“After the Uprising”: Outrageous Police Posts and Danyé Jones’ Time of Death Cast Further Doubt

In the medical examiner’s report on the supposed suicide death of Danyé Jones, one detail was extremely conspicuous in its absence: Danyé’s time of death.

Among the many alleged inconsistencies in the medical examiner’s report on the supposed suicide death of Danyé Jones, one detail was extremely conspicuous in its absence: Danyé’s time of death. According to Dr. Mary Case, the chief medical examiner for St. Louis County, determining a time of death is an unscientific pursuit given too much prominence by television, particularly unhelpful for bodies left outside on a cold night. The predominant science is based on methods devised in the mid-nineteenth century, and while they’re generally accepted as a way to roughly estimate time of death, some investigators are trying to push the science forward for more accurate results.

One such pioneer is Carly Berdan, a medicolegal death investigator based in New Jersey. According to her, time of death is far too important of a factor to leave to rough estimates and shaky science. Frustrated with the myriad of different methods available, Berdan worked to create her own improved equation for determining time of death. By attending numerous crime scenes, incorporating a large data set of temperatures from when the time of death was known, and conducting quite a few calculations, Berdan was able to modify the existing equation to more effectively include ambient temperature. Then, she fed the numbers into Eureqa, an artificial intelligence modelling engine to generate an entirely new, far superior equation.

By comparing her equation to the rigor mortis of the body, Carly could conceivably come up with a time of death for Danyé Jones. That is precisely what podcast investigators asked her to do in 2019. When she ran the numbers, they resulted in a scenario where Danyé, last seen walking out the back door at approximately 9:30 that evening, didn't die until roughly 4:30 a.m.

Berdan’s method is not quackery. It’s used by a variety of different medical examiners across the county, yet the chief medical examiner in Danyé’s case seemed unwilling to take this approach seriously when speaking by phone with one of the podcast investigators.. Why was this St. Louis County official so quick to rule out such a possibility? Why didn’t her office even make an attempt to estimate his time of death using the traditional method, let alone Carly Berdan’s new science?
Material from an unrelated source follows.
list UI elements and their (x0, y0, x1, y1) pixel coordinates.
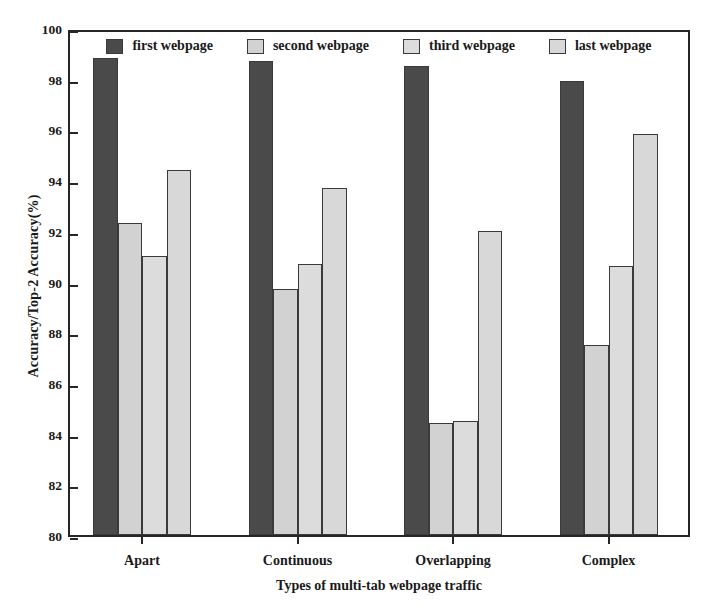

Why haven’t the authorities investigated other factors, like the time of a passing freight train that could have disguised any sounds of a disturbance?

This issue of racially and politically motivated bias in American police departments is one of the most urgent crises faced by our justice system, which is why organizations like the Plain View Project were founded to track and document incidences of police bias online. Through their work, they’ve uncovered an avalanche of memes, comments, and postings by police officers on social media that blatantly erode the trust between civilians and the police who are charged with their protection.
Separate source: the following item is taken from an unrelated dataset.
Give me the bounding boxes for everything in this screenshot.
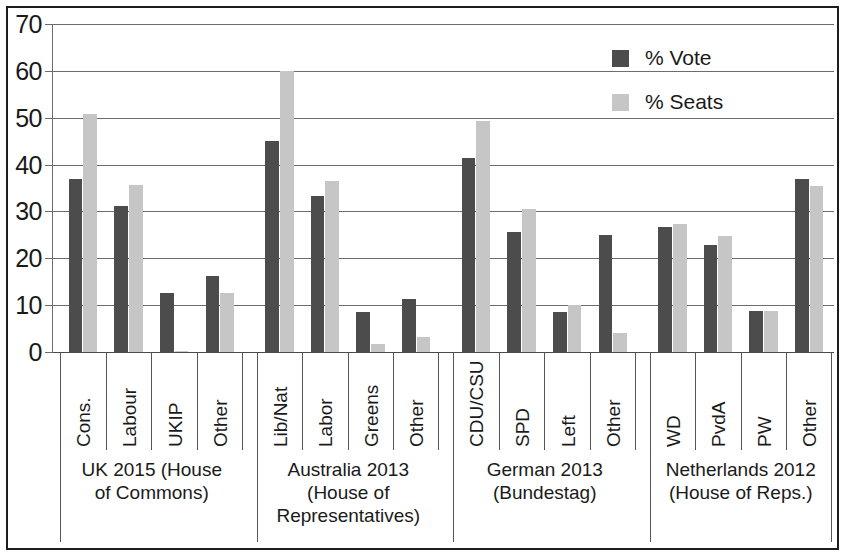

One of the eight jurisdictions investigated by the Plain View Project was the city of St. Louis Police Department, a separate entity from the St. Louis County police department that investigated Danyé’s death. While they are different organizations, they frequently draw from the same pool of potential police candidates in the region, and the views expressed by city police could reasonably be related to the views of county police.

While the Plain View Project found plenty of officers who were working hard to heal relations between the police and local communities, they also found a disturbing amount of posts that glorify violence, discriminate against marginalized groups, and dehumanize individuals by referring to them as animals, savages, and subhuman. A few problematic memes seemed to come up again and again as popular with police. One shows a laughing police and is captioned: “They said ‘f*** the police’ so I said ‘f*** your 911 call, I’ll get to your dying homeboy when I finish my coffee.’”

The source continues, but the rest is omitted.